I can tell you I used to at least skim his stuff most days. But after he went weekly, it never crossed my mind he had been skipping emails until today, when I made up my mind to talk some industry gossip.

By the way, that’s not any kind of special dig at Justin.

I’m sure the result would be the same if I were to stop writing regular daily emails. Some people might notice the first day or two. A couple might even write in to ask what’s going on. But even they would forget by next week.

It’s not that the world is cruel or heartless.

It’s just that when it comes to easy, free attention, the Internet giveth and it taketh away. It’s part of the deal.

All that’s to say:

Write for yourself. Write for your business and your goals. Write because it makes it easier to write again tomorrow, and benefit from the inevitable compounding.

Find ways to make this acceptable and even enjoyable long-term.

Do this, and sooner than you think, you can become one of the more successful and authoritative bros or babes in your space.

And it doesn’t even have to eat too much into your pool time or pickleball with the dog.

I’ve written lots of effective 15-20 minute emails, which sold everything from coaching to courses to cat training guides, and which kept me in the audience’s mind for tomorrow.

If you’d like to find out how you can do the same, and right quick and easy, then take a look here:

https://bejakovic.com/sme

2 words to 8 figures

Two years ago, I worked for a short while with a business owner who was simultaneously running three 8-figure direct response businesses.

He first started a Google ads agency getting leads for local bidnises. That grew to 8 figures a year.

Then he created a course teaching others how to start their own Google ads lead-gen agencies. That grew to 8 figures a year.

Then he started a publishing business, finding other good bidnis opportunities and marketing them using what he had learned with his own course. And I guess you can guess how big that grew.

All this was eye opening to me at the time.

This guy was reading the same books I was reading, He was talking the same language. He was using the same copywriting and marketing tricks and techniques. And yet, the results for him were three 8-figure business.

The fact is, I have no interest in running three 8-figure businesses.

Still, this made me realize the power of the knowledge I’m hoarding in my head and sharing in these emails. It also made me think I should think a little bigger.

Anyways, I wanna share one valuable thing with you that I learned during a call with this bidnis owner.

He marketed his course (bidnis #2 above) via YouTube ads. One of those ads got over 100M views.

As you can imagine, the ad made the usual promises of stacks of cash in your bank vault… never again having a boss… and walking barefoot on the beach in soft light.

But what about the actual deliverables?

Did the ad talk about those in any way? Did it describe the business opportunity to make people feel this was a real and achievable promise?

It did.

It did so using two words only.

Those two words were not “lead gen” or “ad agency” or “local business,” or anything like that.

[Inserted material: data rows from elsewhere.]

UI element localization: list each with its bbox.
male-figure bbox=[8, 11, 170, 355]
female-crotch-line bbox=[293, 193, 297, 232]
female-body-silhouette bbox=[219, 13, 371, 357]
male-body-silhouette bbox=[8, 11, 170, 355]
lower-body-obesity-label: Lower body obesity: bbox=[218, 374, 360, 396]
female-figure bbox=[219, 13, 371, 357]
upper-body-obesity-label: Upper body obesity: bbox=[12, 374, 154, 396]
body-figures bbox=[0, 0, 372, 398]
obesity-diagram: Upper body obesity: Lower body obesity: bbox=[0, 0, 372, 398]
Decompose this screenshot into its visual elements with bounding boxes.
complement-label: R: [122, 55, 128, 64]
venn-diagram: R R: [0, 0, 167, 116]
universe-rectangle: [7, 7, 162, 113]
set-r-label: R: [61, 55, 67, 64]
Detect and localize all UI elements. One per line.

Instead, the ad used two words that were completely unexpected. And yet, those two words sold the course and made the promise feel real and achievable in a way that none of those obvious phrases could have done.

You might know the business owner I’m referring to.

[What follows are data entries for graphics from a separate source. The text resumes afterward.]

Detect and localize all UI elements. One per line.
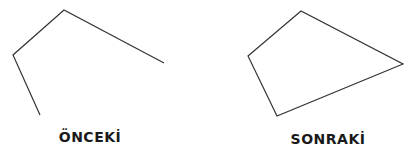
before-open-shape bbox=[13, 10, 164, 115]
after-label: SONRAKİ bbox=[278, 131, 378, 147]
after-closed-shape bbox=[248, 11, 403, 116]
before-label: ÖNCEKİ bbox=[40, 129, 140, 145]
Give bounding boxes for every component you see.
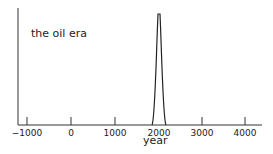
tick-label: −1000 (12, 128, 42, 138)
tick-label: 4000 (234, 128, 257, 138)
annotation: the oil era (31, 27, 87, 40)
x-axis-label: year (143, 134, 168, 147)
chart: the oil era −1000 0 1000 2000 3000 4000 … (0, 0, 273, 154)
tick-label: 0 (68, 128, 74, 138)
oil-era-peak (152, 14, 166, 125)
tick-label: 1000 (104, 128, 127, 138)
tick-label: 3000 (191, 128, 214, 138)
x-ticks (27, 117, 245, 125)
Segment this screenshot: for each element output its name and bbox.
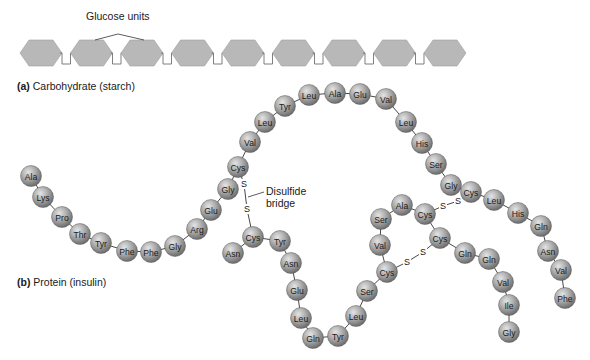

You might have seen his YouTube ads — in fact, odds of it are good, considering the reach his ads have had.

You might therefore know the two words I’m dancing around above.

But if you don’t know, or you just want to make 100% sure, or you simply want to hear me go into this topic in more detail, then you might like my upcoming Water Into Wine workshop.

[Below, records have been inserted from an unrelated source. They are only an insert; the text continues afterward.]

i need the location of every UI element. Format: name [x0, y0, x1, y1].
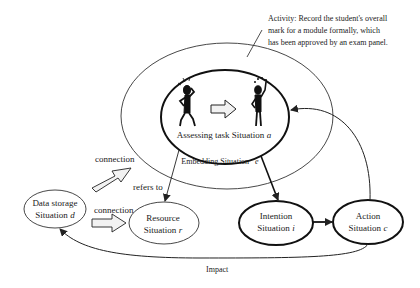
connection-label-bottom: connection — [94, 205, 134, 215]
refers-to-arrow — [165, 150, 179, 201]
idea-person-icon — [252, 77, 267, 126]
data-storage-situation-ellipse — [24, 190, 86, 228]
connection-arrow-bottom — [92, 214, 126, 232]
action-label-line2: Situation c — [349, 223, 388, 233]
data-storage-label-line2: Situation d — [35, 210, 75, 220]
intention-label-line2: Situation i — [257, 223, 295, 233]
intention-label-line1: Intention — [260, 211, 293, 221]
resource-label-line2: Situation r — [144, 225, 183, 235]
situation-diagram: Activity: Record the student's overall m… — [0, 0, 420, 288]
activity-line-1: Activity: Record the student's overall — [268, 14, 388, 23]
assessing-task-label: Assessing task Situation a — [177, 130, 272, 140]
impact-label: Impact — [206, 265, 229, 274]
activity-line-2: mark for a module formally, which — [268, 26, 380, 35]
refers-to-label: refers to — [133, 182, 163, 192]
action-to-assessing-arrow — [291, 108, 370, 200]
impact-arrow — [60, 229, 368, 258]
assessing-to-intention-arrow — [261, 156, 278, 200]
resource-label-line1: Resource — [146, 213, 180, 223]
action-label-line1: Action — [356, 211, 381, 221]
data-storage-label-line1: Data storage — [32, 198, 77, 208]
frustrated-person-icon — [178, 77, 195, 126]
activity-note: Activity: Record the student's overall m… — [247, 14, 388, 57]
resource-situation-ellipse — [129, 202, 199, 244]
action-situation-ellipse — [333, 200, 403, 244]
activity-line-3: has been approved by an exam panel. — [268, 38, 388, 47]
connection-label-top: connection — [95, 154, 135, 164]
connection-arrow-top — [92, 168, 131, 192]
transition-block-arrow — [211, 100, 236, 118]
activity-pointer-line — [247, 30, 262, 57]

During this workshop, I will tell you a magic formula for describing your offers in a way that makes them feel real and achievable.

This isn’t anything new.

Smart marketers, particularly direct marketers, have been doing this for 100+ years.

But I’ve helped my clients, when I had clients, do this for their own offers. I’ve also done it for some of my more successful offers.

And if you’d like to know how you too can do it, then here’s a bit more info on the Water Into Wine workshop:

===

Next Thursday, June 27th, I will host a little workshop with a few people.

I’m calling it the Water Into Wine workshop.

It will be all about a specific technique for repackaging and repositioning your offers so they sell better.

If you currently have an offer that’s not selling, this technique can start selling that offer for you.

On the other hand, if you have an offer that’s selling already, this technique can sell your offer more easily and for more money.

The ticket to join the Wine Into Water workshop is $197.

The workshop will happen live on Zoom, next Thursday, at 8pm CET/2pm EST/11am PST. It will also be recorded. So if you cannot attend live, you can still get your hands on this info and apply it to your own offers as soon as next Friday.

I’m not sure whether there will be a ton of demand for this workshop. In any case, I’ll cap the number of folks who sign up to 20 maximum.

Are you interested in joining us?

If so, just reply to this email.

I won’t have a public-facing sales page for this offer, and replying is the only way to get more info or get in.

Of course, if you reply to this email to express interest, it doesn’t oblige you in any way. I’m happy to answer any questions you might have and help you decide if this workshop is or isn’t right for you.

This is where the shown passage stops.